Let me ask, why this room?
From the paper:
"The results showed that the measurement room exhibits low reverberation times and high clarity, which indicate a suitable environment for simulating acoustic scenes."
Basically the room adds nothing to the reproduction, so it is suitable for simulation. In your case bypassing the whole simulation, gives the same or better result. Why did't you pick a room, where music really performed?
I figured since the RT60 value was close to that of studio spaces, it would work well for "virtual studio".
I notice you prefer to add more reverberation to your playback, which just seems to be a different approach. Since I produce and mix music that is considered modern, the reference mixes I listen to are all mixed in a room with similar traits. I would even explain this further.
If a mix engineer mixes, for example, a pop record, he then manipulates reverberation behind different elements to make them appear closer or further back. A good reverberated mix will almost create an illusion of elements being "placed" in the sound field. If I then listen back to such a mix and add lets say, concert hall reverberation, it would send all the nuanced reverberation balance the mix engineer created to hall reverb - so I would be playing back reverberation inside reverberation, essentially breaking the intended sound image. I think you see where I am going with this. Adding reverb might work for classical music if the recording is reverberated naturally during the recording process, and there isn't too much reverb already present. But again, if I listen to a good orchestral Atmos mix in 7.1.4 through Virtuoso, it sounds very immersive to me, like I would be sitting in a concert hall.
Now you might say, why add all this very short reverb to the virtual speaker room at all if there is a reverb already added to every instrument in the mix? The thing is, we perceive reverberation differently when we listen to mixed music in a room and when we listen to it through headphones. For example, if I add a certain amount of reverb to a guitar or a vocal when mixing just on headphones without room simulation, it might sound proper to my ears, but if I then go and listen to the same audio in the studio mixing room on speakers, I will hear that there is too much reverb all of a sudden. That is because the natural room reverb makes us feel reverberation levels differently inside the mix. But! If I mix a track on speakers inside a room, the balance always sounds correct on headphones. Hence, the desire to create "virtual mixing rooms" for headphones with very balanced, minimal reverberation.
That's all, of course, if you mix or produce music. For just listening purposes, I think we can all choose what we prefer and whether we want to hear precisely what the artist and mix engineer intended, or whether we want to make listening more fun.
I also understand there is no way of making a stereo classical piece feel like you are sitting inside the concert hall without adding reverb channels to the sides and back. But I also think that's what the Atmos mix does anyway (or maybe the mix engineer decides to pan sources around you and make a soprano run circles around your head, which I hope nobody does

)
@variance, many thanks, I will check the new scripts out! Also, a silly question - if you plot personal or other HRTFs in REW, do you run a sweep trough Sparta plugin with a sofa file inserted, or do you have a simpler way of doing it?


▶ **WHAT TO WORK ON**
Where in the records does the word "category" appear? Copy each line that holds it.
### EXERCISE DATA
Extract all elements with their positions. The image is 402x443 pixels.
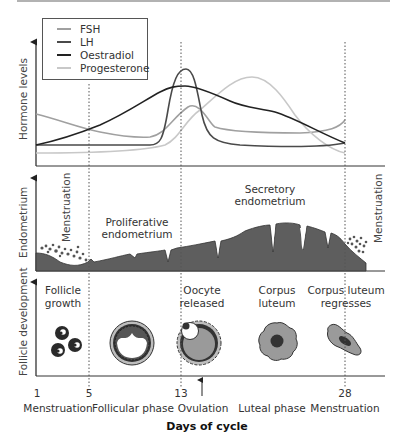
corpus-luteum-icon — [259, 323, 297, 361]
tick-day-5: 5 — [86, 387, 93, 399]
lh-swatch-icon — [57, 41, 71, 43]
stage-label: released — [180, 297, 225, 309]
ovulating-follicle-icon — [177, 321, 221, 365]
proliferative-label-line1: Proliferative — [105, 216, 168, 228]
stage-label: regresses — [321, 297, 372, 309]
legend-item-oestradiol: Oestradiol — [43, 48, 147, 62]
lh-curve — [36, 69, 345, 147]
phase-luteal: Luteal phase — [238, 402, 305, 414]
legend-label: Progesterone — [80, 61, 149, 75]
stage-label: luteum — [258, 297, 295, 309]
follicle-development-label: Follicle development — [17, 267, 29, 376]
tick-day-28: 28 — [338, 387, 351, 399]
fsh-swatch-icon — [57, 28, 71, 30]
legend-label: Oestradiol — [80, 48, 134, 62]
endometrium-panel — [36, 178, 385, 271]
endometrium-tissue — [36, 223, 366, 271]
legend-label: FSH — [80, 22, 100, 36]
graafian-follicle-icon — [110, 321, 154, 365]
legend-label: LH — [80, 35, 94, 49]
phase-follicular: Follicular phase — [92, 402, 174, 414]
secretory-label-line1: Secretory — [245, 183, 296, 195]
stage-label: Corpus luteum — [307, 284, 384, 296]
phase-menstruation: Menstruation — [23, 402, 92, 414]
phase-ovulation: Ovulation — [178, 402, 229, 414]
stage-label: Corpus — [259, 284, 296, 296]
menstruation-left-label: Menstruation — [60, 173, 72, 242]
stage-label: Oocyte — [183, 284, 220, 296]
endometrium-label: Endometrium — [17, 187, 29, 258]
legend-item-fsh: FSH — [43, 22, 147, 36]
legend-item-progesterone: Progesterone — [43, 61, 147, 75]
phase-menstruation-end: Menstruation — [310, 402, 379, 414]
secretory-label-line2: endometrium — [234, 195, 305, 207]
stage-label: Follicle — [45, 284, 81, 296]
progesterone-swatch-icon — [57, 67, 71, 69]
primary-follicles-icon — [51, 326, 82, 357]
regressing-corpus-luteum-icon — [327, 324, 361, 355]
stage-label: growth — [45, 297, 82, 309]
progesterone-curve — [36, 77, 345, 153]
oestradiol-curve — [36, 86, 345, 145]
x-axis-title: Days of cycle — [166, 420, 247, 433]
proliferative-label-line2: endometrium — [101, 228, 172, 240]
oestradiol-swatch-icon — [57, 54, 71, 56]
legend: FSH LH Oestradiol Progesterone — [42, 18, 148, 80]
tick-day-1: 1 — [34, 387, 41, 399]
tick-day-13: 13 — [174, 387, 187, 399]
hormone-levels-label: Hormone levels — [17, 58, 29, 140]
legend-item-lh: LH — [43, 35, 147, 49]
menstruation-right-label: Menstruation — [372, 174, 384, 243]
######
### EXERCISE DATA
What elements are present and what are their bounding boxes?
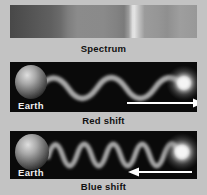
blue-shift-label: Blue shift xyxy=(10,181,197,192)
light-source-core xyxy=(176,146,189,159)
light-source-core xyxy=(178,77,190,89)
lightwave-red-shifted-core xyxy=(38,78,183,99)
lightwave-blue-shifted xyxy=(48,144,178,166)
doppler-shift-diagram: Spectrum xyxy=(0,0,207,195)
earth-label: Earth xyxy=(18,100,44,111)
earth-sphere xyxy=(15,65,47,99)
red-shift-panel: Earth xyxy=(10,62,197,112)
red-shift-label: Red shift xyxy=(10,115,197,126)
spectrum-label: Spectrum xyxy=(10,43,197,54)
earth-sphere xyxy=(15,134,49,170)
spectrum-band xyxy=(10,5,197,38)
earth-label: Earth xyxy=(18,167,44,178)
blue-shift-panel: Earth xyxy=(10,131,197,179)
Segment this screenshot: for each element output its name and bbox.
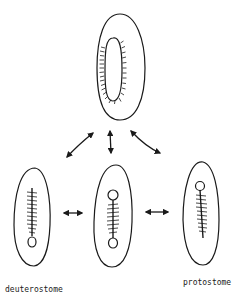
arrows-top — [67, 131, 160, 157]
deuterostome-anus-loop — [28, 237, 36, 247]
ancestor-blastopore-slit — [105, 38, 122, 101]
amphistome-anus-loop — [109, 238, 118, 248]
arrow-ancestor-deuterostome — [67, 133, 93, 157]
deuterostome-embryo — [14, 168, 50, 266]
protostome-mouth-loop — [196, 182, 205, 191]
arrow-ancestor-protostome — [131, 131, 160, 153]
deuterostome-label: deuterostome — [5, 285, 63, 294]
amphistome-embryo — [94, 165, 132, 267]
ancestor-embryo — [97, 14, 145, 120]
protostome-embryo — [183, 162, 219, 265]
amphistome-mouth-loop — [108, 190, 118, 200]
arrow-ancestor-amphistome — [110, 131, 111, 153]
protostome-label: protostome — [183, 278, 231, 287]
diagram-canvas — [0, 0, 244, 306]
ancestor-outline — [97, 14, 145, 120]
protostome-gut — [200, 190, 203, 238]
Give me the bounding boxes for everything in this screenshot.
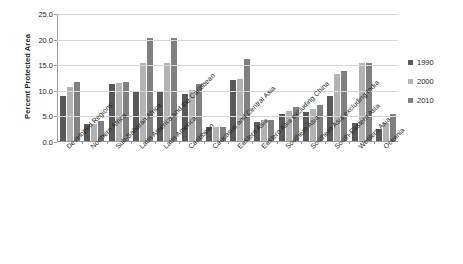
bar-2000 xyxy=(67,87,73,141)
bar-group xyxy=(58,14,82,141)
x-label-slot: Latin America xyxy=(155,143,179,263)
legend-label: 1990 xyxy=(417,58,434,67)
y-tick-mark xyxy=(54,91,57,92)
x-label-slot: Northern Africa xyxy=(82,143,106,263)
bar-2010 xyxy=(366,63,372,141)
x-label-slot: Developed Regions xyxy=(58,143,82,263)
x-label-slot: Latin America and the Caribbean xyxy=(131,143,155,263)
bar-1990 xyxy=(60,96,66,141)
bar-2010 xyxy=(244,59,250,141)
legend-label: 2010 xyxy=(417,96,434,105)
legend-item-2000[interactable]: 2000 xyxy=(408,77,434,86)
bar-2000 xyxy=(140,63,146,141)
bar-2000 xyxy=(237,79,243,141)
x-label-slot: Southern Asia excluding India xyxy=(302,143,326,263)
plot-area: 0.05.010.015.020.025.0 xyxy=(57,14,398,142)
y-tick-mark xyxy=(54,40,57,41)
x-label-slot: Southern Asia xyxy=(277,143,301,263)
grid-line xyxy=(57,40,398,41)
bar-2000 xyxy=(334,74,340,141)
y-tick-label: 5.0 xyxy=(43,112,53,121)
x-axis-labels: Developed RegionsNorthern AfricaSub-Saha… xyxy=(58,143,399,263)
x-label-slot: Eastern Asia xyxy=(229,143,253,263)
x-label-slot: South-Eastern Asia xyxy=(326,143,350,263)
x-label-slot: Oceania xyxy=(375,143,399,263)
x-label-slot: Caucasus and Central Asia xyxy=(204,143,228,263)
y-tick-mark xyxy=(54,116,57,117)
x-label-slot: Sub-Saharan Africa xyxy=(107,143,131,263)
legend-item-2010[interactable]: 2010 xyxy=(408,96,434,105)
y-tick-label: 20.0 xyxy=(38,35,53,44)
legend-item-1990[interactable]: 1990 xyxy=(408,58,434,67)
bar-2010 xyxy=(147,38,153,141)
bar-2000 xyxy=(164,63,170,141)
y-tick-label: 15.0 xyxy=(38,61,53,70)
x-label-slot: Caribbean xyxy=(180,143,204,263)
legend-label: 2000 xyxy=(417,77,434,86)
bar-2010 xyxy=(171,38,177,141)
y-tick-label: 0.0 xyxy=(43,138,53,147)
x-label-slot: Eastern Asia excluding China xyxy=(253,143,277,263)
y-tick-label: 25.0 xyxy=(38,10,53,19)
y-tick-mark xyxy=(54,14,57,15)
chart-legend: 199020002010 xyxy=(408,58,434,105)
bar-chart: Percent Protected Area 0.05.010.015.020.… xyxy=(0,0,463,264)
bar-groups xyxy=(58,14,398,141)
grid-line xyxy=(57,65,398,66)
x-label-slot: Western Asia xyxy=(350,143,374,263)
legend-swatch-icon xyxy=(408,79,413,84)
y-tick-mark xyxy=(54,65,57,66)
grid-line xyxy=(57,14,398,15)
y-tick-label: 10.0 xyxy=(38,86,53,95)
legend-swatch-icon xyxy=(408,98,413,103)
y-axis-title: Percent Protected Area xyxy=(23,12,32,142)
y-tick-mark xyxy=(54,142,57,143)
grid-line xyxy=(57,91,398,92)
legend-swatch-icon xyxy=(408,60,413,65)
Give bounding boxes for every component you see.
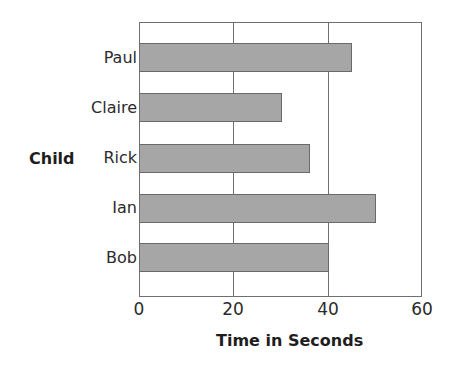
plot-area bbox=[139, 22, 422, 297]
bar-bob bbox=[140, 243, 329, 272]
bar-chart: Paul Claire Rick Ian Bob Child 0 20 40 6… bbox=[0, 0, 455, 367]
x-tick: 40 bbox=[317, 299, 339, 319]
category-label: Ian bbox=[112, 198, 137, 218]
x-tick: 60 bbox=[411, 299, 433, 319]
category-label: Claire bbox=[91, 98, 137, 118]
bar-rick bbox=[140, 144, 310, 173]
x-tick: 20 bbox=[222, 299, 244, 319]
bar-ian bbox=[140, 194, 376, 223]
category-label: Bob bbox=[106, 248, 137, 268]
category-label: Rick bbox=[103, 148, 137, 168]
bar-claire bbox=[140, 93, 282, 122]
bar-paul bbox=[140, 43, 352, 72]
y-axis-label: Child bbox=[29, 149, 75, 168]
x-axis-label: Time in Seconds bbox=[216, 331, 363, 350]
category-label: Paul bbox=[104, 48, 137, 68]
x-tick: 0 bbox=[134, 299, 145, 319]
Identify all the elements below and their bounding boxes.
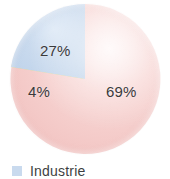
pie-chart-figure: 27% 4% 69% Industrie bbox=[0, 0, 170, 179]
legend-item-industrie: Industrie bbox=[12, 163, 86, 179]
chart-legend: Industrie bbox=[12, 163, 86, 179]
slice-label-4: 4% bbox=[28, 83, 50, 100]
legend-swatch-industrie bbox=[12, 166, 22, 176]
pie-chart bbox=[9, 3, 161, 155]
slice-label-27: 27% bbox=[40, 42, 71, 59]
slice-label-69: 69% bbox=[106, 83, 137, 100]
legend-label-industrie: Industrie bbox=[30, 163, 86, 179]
######
▶ **ANSWER TO THIS EXERCISE**
category-label: Ian bbox=[112, 198, 137, 218]
category-label: Claire bbox=[91, 98, 137, 118]
category-label: Bob bbox=[106, 248, 137, 268]
category-label: Rick bbox=[103, 148, 137, 168]
category-label: Paul bbox=[104, 48, 137, 68]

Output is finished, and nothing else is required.